793.94/8603: Telegram

The Ambassador in China (Johnson) to the Secretary of State

184. Our 179, April 24, 10 a.m.

1.
Kawagoe sailed this morning from Shanghai for Japan.
2.
A responsible official of the Foreign Office stated today to an officer of the Embassy that the Foreign Office had for a long time been “negotiating” for abrogation of the Tangku Truce of May 31, 1933, but without success and before Kawagoe’s departure from Nanking had intimated to him “not in so many words but in a general way” that future Sino-Japanese discussions would be conditioned upon at least abolition of the East Hopei and North Chahar régimes and suppression of smuggling in North China (their existence being possible because of the Tangku Truce). He said that recently both Japanese and Chinese officers had been very cautious in approaching the question of the resumption of Sino-Japanese discussions looking to settlement of so-called fundamental issues and neither side wanted to take the initiative. The Foreign Office expected that developments arising out of the forthcoming April 30 elections and returns would occupy the Japanese Government for at least a month and Sino-Japanese discussions would not be reopened until after that period. He anticipated that when they were resumed they would consist in little more than informal talks looking to the discovery of a basis on which formal discussions might proceed. The Foreign Office believed that Sato was sincere in desiring to reorient Japan’s China policy along more moderate lines; claims that Japanese officials in China had come to be moderate in their views including Kodama (head of the recent Japanese Economic Mission), Kawagoe and Suma;87 all the opinions of these men could not prevail with Japan’s military reactionaries; he, accordingly, did not believe that there would be any real change in [Page 79] Japanese policy because the Japanese military would be unwilling ever to annul the Tangku Truce which gives them a buffer between Manchukuo and China Proper, a corridor to Mongolia, a base for activities such as the illicit narcotics traffic and the smuggling which menaces the Chinese Government’s fiscal security.
3.
Sent to the Department, by mail to Peiping, Tokyo.
Johnson
  1. Yakichiro Suma, Counselor of Embassy in China.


- TASK TO COMPLETE
The response must consist of every line of the listing, reproduced verbatim.

- MATERIAL SHOWN
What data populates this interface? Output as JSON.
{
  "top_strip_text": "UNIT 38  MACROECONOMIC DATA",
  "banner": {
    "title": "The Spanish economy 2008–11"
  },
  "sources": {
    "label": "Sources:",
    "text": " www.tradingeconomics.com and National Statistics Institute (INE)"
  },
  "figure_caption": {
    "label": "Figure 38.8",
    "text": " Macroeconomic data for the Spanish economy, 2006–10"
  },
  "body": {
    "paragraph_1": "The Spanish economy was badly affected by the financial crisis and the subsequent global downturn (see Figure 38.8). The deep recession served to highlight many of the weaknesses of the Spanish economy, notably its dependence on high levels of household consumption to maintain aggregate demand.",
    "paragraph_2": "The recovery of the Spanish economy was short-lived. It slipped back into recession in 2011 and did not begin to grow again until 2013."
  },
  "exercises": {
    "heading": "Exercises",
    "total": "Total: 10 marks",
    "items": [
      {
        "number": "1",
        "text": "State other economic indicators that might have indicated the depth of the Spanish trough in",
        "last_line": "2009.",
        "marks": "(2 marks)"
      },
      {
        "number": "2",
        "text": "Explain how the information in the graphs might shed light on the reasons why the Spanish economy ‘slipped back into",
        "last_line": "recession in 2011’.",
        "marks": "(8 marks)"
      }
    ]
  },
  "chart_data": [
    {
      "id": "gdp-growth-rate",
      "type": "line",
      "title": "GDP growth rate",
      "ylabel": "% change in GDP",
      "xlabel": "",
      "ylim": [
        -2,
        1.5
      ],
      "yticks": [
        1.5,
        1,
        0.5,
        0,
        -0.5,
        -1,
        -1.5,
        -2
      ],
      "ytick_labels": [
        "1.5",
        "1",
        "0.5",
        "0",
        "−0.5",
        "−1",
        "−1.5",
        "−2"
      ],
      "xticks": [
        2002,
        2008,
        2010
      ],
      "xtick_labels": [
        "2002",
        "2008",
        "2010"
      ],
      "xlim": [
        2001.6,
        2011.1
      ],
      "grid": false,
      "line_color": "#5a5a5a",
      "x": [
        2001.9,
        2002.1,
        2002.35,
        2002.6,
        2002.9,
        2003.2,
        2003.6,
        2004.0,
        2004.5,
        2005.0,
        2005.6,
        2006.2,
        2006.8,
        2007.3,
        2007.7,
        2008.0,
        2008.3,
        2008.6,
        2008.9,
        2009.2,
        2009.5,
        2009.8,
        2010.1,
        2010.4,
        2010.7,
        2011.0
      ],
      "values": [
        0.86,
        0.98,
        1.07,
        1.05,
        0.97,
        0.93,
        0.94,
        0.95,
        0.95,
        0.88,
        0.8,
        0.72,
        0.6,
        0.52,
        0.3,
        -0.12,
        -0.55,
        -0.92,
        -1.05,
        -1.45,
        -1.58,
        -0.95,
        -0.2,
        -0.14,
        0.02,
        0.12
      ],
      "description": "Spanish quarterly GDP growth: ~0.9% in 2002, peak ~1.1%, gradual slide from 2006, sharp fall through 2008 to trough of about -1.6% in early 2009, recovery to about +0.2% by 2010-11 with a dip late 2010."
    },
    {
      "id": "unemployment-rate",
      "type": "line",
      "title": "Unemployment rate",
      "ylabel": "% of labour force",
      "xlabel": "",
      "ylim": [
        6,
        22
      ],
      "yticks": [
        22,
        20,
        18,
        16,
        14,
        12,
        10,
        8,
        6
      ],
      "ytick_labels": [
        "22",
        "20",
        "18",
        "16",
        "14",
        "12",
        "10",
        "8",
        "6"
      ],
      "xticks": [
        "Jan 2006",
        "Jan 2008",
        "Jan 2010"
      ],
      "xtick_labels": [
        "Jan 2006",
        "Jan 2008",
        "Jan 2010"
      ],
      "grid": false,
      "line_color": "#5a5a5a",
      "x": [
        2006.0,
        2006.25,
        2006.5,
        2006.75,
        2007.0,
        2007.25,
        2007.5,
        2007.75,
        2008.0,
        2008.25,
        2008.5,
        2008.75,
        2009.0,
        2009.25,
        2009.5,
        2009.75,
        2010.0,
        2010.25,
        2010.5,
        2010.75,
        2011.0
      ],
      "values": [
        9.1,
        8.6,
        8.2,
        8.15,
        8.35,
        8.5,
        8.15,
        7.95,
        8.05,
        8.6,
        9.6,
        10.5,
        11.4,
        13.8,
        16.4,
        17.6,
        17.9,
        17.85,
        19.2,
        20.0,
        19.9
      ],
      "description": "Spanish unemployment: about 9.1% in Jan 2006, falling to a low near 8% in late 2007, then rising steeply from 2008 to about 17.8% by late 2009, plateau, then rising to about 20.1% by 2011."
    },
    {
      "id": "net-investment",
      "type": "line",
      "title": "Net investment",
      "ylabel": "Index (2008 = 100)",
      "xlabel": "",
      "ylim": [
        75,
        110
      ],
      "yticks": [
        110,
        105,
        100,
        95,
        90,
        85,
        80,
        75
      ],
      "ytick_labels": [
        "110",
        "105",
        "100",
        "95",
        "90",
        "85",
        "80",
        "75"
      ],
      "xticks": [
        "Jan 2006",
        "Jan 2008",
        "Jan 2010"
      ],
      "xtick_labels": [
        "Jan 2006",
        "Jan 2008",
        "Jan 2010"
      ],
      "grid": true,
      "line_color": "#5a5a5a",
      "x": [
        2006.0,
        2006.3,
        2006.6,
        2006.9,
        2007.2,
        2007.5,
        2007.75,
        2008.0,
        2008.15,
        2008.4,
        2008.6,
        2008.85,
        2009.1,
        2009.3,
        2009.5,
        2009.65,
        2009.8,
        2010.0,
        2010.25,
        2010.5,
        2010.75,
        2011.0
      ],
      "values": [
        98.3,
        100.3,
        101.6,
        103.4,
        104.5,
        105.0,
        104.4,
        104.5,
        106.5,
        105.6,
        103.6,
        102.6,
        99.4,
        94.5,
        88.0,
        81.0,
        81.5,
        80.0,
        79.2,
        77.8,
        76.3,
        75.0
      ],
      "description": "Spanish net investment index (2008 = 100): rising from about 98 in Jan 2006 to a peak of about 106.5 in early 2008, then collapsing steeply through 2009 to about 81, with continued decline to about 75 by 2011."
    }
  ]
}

- YOUR RESPONSE
What data populates this interface? Output as JSON.
{
  "top_strip_text": "UNIT 38  MACROECONOMIC DATA",
  "banner": {
    "title": "The Spanish economy 2008–11"
  },
  "sources": {
    "label": "Sources:",
    "text": " www.tradingeconomics.com and National Statistics Institute (INE)"
  },
  "figure_caption": {
    "label": "Figure 38.8",
    "text": " Macroeconomic data for the Spanish economy, 2006–10"
  },
  "body": {
    "paragraph_1": "The Spanish economy was badly affected by the financial crisis and the subsequent global downturn (see Figure 38.8). The deep recession served to highlight many of the weaknesses of the Spanish economy, notably its dependence on high levels of household consumption to maintain aggregate demand.",
    "paragraph_2": "The recovery of the Spanish economy was short-lived. It slipped back into recession in 2011 and did not begin to grow again until 2013."
  },
  "exercises": {
    "heading": "Exercises",
    "total": "Total: 10 marks",
    "items": [
      {
        "number": "1",
        "text": "State other economic indicators that might have indicated the depth of the Spanish trough in",
        "last_line": "2009.",
        "marks": "(2 marks)"
      },
      {
        "number": "2",
        "text": "Explain how the information in the graphs might shed light on the reasons why the Spanish economy ‘slipped back into",
        "last_line": "recession in 2011’.",
        "marks": "(8 marks)"
      }
    ]
  },
  "chart_data": [
    {
      "id": "gdp-growth-rate",
      "type": "line",
      "title": "GDP growth rate",
      "ylabel": "% change in GDP",
      "xlabel": "",
      "ylim": [
        -2,
        1.5
      ],
      "yticks": [
        1.5,
        1,
        0.5,
        0,
        -0.5,
        -1,
        -1.5,
        -2
      ],
      "ytick_labels": [
        "1.5",
        "1",
        "0.5",
        "0",
        "−0.5",
        "−1",
        "−1.5",
        "−2"
      ],
      "xticks": [
        2002,
        2008,
        2010
      ],
      "xtick_labels": [
        "2002",
        "2008",
        "2010"
      ],
      "xlim": [
        2001.6,
        2011.1
      ],
      "grid": false,
      "line_color": "#5a5a5a",
      "x": [
        2001.9,
        2002.1,
        2002.35,
        2002.6,
        2002.9,
        2003.2,
        2003.6,
        2004.0,
        2004.5,
        2005.0,
        2005.6,
        2006.2,
        2006.8,
        2007.3,
        2007.7,
        2008.0,
        2008.3,
        2008.6,
        2008.9,
        2009.2,
        2009.5,
        2009.8,
        2010.1,
        2010.4,
        2010.7,
        2011.0
      ],
      "values": [
        0.86,
        0.98,
        1.07,
        1.05,
        0.97,
        0.93,
        0.94,
        0.95,
        0.95,
        0.88,
        0.8,
        0.72,
        0.6,
        0.52,
        0.3,
        -0.12,
        -0.55,
        -0.92,
        -1.05,
        -1.45,
        -1.58,
        -0.95,
        -0.2,
        -0.14,
        0.02,
        0.12
      ],
      "description": "Spanish quarterly GDP growth: ~0.9% in 2002, peak ~1.1%, gradual slide from 2006, sharp fall through 2008 to trough of about -1.6% in early 2009, recovery to about +0.2% by 2010-11 with a dip late 2010."
    },
    {
      "id": "unemployment-rate",
      "type": "line",
      "title": "Unemployment rate",
      "ylabel": "% of labour force",
      "xlabel": "",
      "ylim": [
        6,
        22
      ],
      "yticks": [
        22,
        20,
        18,
        16,
        14,
        12,
        10,
        8,
        6
      ],
      "ytick_labels": [
        "22",
        "20",
        "18",
        "16",
        "14",
        "12",
        "10",
        "8",
        "6"
      ],
      "xticks": [
        "Jan 2006",
        "Jan 2008",
        "Jan 2010"
      ],
      "xtick_labels": [
        "Jan 2006",
        "Jan 2008",
        "Jan 2010"
      ],
      "grid": false,
      "line_color": "#5a5a5a",
      "x": [
        2006.0,
        2006.25,
        2006.5,
        2006.75,
        2007.0,
        2007.25,
        2007.5,
        2007.75,
        2008.0,
        2008.25,
        2008.5,
        2008.75,
        2009.0,
        2009.25,
        2009.5,
        2009.75,
        2010.0,
        2010.25,
        2010.5,
        2010.75,
        2011.0
      ],
      "values": [
        9.1,
        8.6,
        8.2,
        8.15,
        8.35,
        8.5,
        8.15,
        7.95,
        8.05,
        8.6,
        9.6,
        10.5,
        11.4,
        13.8,
        16.4,
        17.6,
        17.9,
        17.85,
        19.2,
        20.0,
        19.9
      ],
      "description": "Spanish unemployment: about 9.1% in Jan 2006, falling to a low near 8% in late 2007, then rising steeply from 2008 to about 17.8% by late 2009, plateau, then rising to about 20.1% by 2011."
    },
    {
      "id": "net-investment",
      "type": "line",
      "title": "Net investment",
      "ylabel": "Index (2008 = 100)",
      "xlabel": "",
      "ylim": [
        75,
        110
      ],
      "yticks": [
        110,
        105,
        100,
        95,
        90,
        85,
        80,
        75
      ],
      "ytick_labels": [
        "110",
        "105",
        "100",
        "95",
        "90",
        "85",
        "80",
        "75"
      ],
      "xticks": [
        "Jan 2006",
        "Jan 2008",
        "Jan 2010"
      ],
      "xtick_labels": [
        "Jan 2006",
        "Jan 2008",
        "Jan 2010"
      ],
      "grid": true,
      "line_color": "#5a5a5a",
      "x": [
        2006.0,
        2006.3,
        2006.6,
        2006.9,
        2007.2,
        2007.5,
        2007.75,
        2008.0,
        2008.15,
        2008.4,
        2008.6,
        2008.85,
        2009.1,
        2009.3,
        2009.5,
        2009.65,
        2009.8,
        2010.0,
        2010.25,
        2010.5,
        2010.75,
        2011.0
      ],
      "values": [
        98.3,
        100.3,
        101.6,
        103.4,
        104.5,
        105.0,
        104.4,
        104.5,
        106.5,
        105.6,
        103.6,
        102.6,
        99.4,
        94.5,
        88.0,
        81.0,
        81.5,
        80.0,
        79.2,
        77.8,
        76.3,
        75.0
      ],
      "description": "Spanish net investment index (2008 = 100): rising from about 98 in Jan 2006 to a peak of about 106.5 in early 2008, then collapsing steeply through 2009 to about 81, with continued decline to about 75 by 2011."
    }
  ]
}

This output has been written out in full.